"I wonder if he has any plans or if he is, like me, in despair." This is how Santiago, the protagonist of The Old Man and the Sea, Hemingway's famous work, wondered about the swordfish that had finally bitten his hook and was not willing to let go.
Despair is a noun very often linked to the sea that we love so much in the Canary Islands, which has been - and is - for us sustenance and a way to go or return. And, despair is precisely what the one thousand two hundred Canarian families who live from tuna fishing must feel, and to whom the State Government has denied, once again, the possibility of earning the life that their efforts deserve.
Anyone who has had to look for food in the sea every day knows that it is anything but easy work. It is the furthest thing from a gifted and peaceful existence. The one who goes out to sea to work never knows if he will return, or in what conditions. "The sea is sweet and beautiful, but it can be cruel." It is not literature, I wish it were. That harshness, that effort is what appears in Fernando's eyes, what is seen in Manuel's weathered hands and in the stories told by each of the fishermen who, in an artisanal way, continue to go out, when possible, to catch fish in each of the eight islands. In those stories there is only sweat, effort, man in the eternal struggle to get ahead.
It is a repeated reality in the Canary Islands that, however, the Government in office does not seem to understand. It has happened again and it has happened many times. It has happened again and it is not because of ignorance of reality, nor because we have not defended it to exhaustion. But the truth is that, persisting in the error, an unjustified outrage has been committed against the Canarian artisanal fleet, by assigning it the ridiculous amount of 40 more tons of bluefin tuna to fish, having increased this year 570 tons for the entire State and having, a single ship of those who work in the Peninsula, more than double the tons assigned than the 247 ships of the Canarian fleet together. To continue accumulating absurdities, in the same document that the Ministry of Agriculture, Food and Environment sends to the International Commission for the Conservation of Atlantic Tuna (ICCAT) the reduction of the number of Canarian ships from 247 to 108 is promoted, leaving the authorized fleet in less than half. I wonder what idea the Ministry has of what it means for those one thousand two hundred Canarian families that the assigned tuna quota is caught in a few hours, leaving their livelihood suspended and their hopes placed on someone, in Madrid, in Europe, one day reason will dawn and understand that we are not talking about minor things, because survival never is. I keep thinking about what arbitrary criteria their managers may have chosen to decide that, instead of repairing the grievances that have been repeated for years, they are going to multiply them, and with them the despair of people who only want to be able to exercise their trade and support their family in the most dignified way known. With their hands.
In the coming days we will request in Congress the appearance of the acting minister, Isabel García Tejerina. We will have to remind her that among those functions, precisely, is to ensure an equitable distribution of a tuna quota that barely gives for anything, which will be collected in a few hours by artisanal fishermen, who are, specifically, those that ICCAT recommends that should be prioritized in the distribution. Paradoxes of life.
We will arrive, as always, and in support of the Government of the Canary Islands and each of these families, as far as we have to go. The daily effort of that thousand men and women deserves it. Their struggle is also ours.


## Problem description
Could you copy each line of the entries that contains "Open"?

┌─ Material provided

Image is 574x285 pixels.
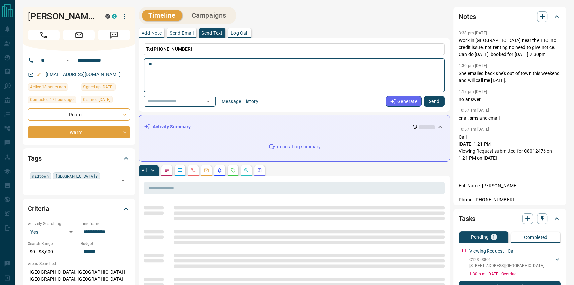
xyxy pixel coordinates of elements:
p: Pending [470,234,488,239]
span: Claimed [DATE] [83,96,110,103]
h2: Criteria [28,203,49,214]
h2: Notes [459,11,476,22]
p: Actively Searching: [28,220,77,226]
p: 10:57 am [DATE] [459,127,489,132]
span: Active 18 hours ago [30,83,66,90]
p: All [141,168,147,172]
span: Email [63,30,95,40]
div: Thu Mar 20 2025 [81,96,130,105]
p: C12353806 [469,256,544,262]
p: Completed [524,235,547,239]
button: Timeline [142,10,182,21]
div: Notes [459,9,561,25]
p: Activity Summary [153,123,190,130]
span: Call [28,30,60,40]
p: Areas Searched: [28,260,130,266]
svg: Email Verified [36,72,41,77]
p: Send Text [201,30,223,35]
h2: Tags [28,153,41,163]
p: She emailed back she's out of town this weekend and will call me [DATE]. [459,70,561,84]
p: $0 - $3,600 [28,246,77,257]
div: Warm [28,126,130,138]
p: Add Note [141,30,162,35]
p: Viewing Request - Call [469,247,515,254]
p: 1:30 p.m. [DATE] - Overdue [469,271,561,277]
div: Activity Summary [144,121,444,133]
p: 1:17 pm [DATE] [459,89,487,94]
div: Criteria [28,200,130,216]
p: generating summary [277,143,320,150]
svg: Notes [164,167,169,173]
p: Work in [GEOGRAPHIC_DATA] near the TTC. no credit issue. not renting no need to give notice. Can ... [459,37,561,58]
div: Yes [28,226,77,237]
p: [GEOGRAPHIC_DATA], [GEOGRAPHIC_DATA] | [GEOGRAPHIC_DATA], [GEOGRAPHIC_DATA] [28,266,130,284]
button: Generate [386,96,421,106]
div: C12353806[STREET_ADDRESS],[GEOGRAPHIC_DATA] [469,255,561,270]
p: Search Range: [28,240,77,246]
span: Signed up [DATE] [83,83,113,90]
button: Send [423,96,445,106]
svg: Agent Actions [257,167,262,173]
svg: Calls [190,167,196,173]
div: mrloft.ca [105,14,110,19]
h1: [PERSON_NAME] [28,11,95,22]
p: [STREET_ADDRESS] , [GEOGRAPHIC_DATA] [469,262,544,268]
p: Call [DATE] 1:21 PM Viewing Request submitted for C8012476 on 1:21 PM on [DATE] Full Name: [PERSO... [459,134,561,217]
p: Send Email [170,30,193,35]
span: [GEOGRAPHIC_DATA]? [55,172,98,179]
span: Contacted 17 hours ago [30,96,74,103]
div: condos.ca [112,14,117,19]
div: Thu Sep 11 2025 [28,83,77,92]
p: Timeframe: [81,220,130,226]
div: Thu Sep 11 2025 [28,96,77,105]
p: Log Call [231,30,248,35]
a: [EMAIL_ADDRESS][DOMAIN_NAME] [46,72,121,77]
p: 1:30 pm [DATE] [459,63,487,68]
p: cna , sms and email [459,115,561,122]
button: Campaigns [185,10,233,21]
svg: Opportunities [244,167,249,173]
svg: Listing Alerts [217,167,222,173]
div: Mon Jul 06 2020 [81,83,130,92]
div: Tags [28,150,130,166]
span: [PHONE_NUMBER] [152,46,192,52]
h2: Tasks [459,213,475,224]
p: 10:57 am [DATE] [459,108,489,113]
p: 1 [492,234,495,239]
svg: Lead Browsing Activity [177,167,183,173]
span: midtown [32,172,49,179]
p: no answer [459,96,561,103]
p: Budget: [81,240,130,246]
p: 3:38 pm [DATE] [459,30,487,35]
span: Message [98,30,130,40]
div: Renter [28,108,130,121]
div: Tasks [459,210,561,226]
svg: Requests [230,167,236,173]
p: To: [144,43,445,55]
button: Open [64,56,72,64]
button: Open [204,96,213,106]
svg: Emails [204,167,209,173]
button: Open [118,176,128,185]
button: Message History [218,96,262,106]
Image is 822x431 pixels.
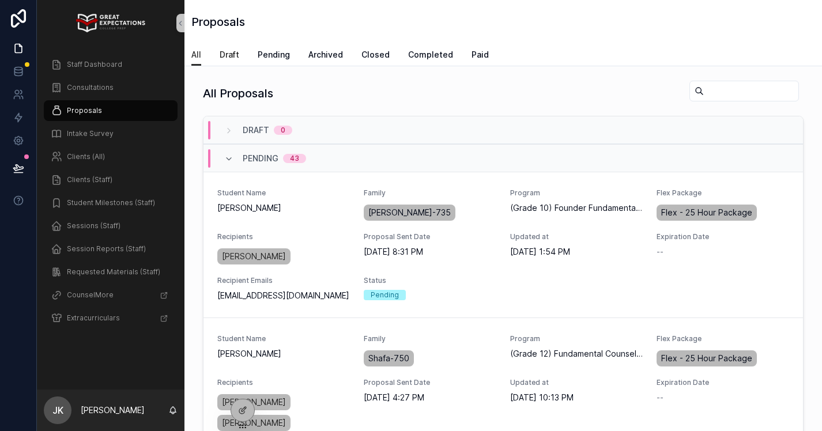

└─

## Answer to the exercise
button: Open [64,56,72,64]
button: Open [204,96,213,106]
button: Open [118,176,128,185]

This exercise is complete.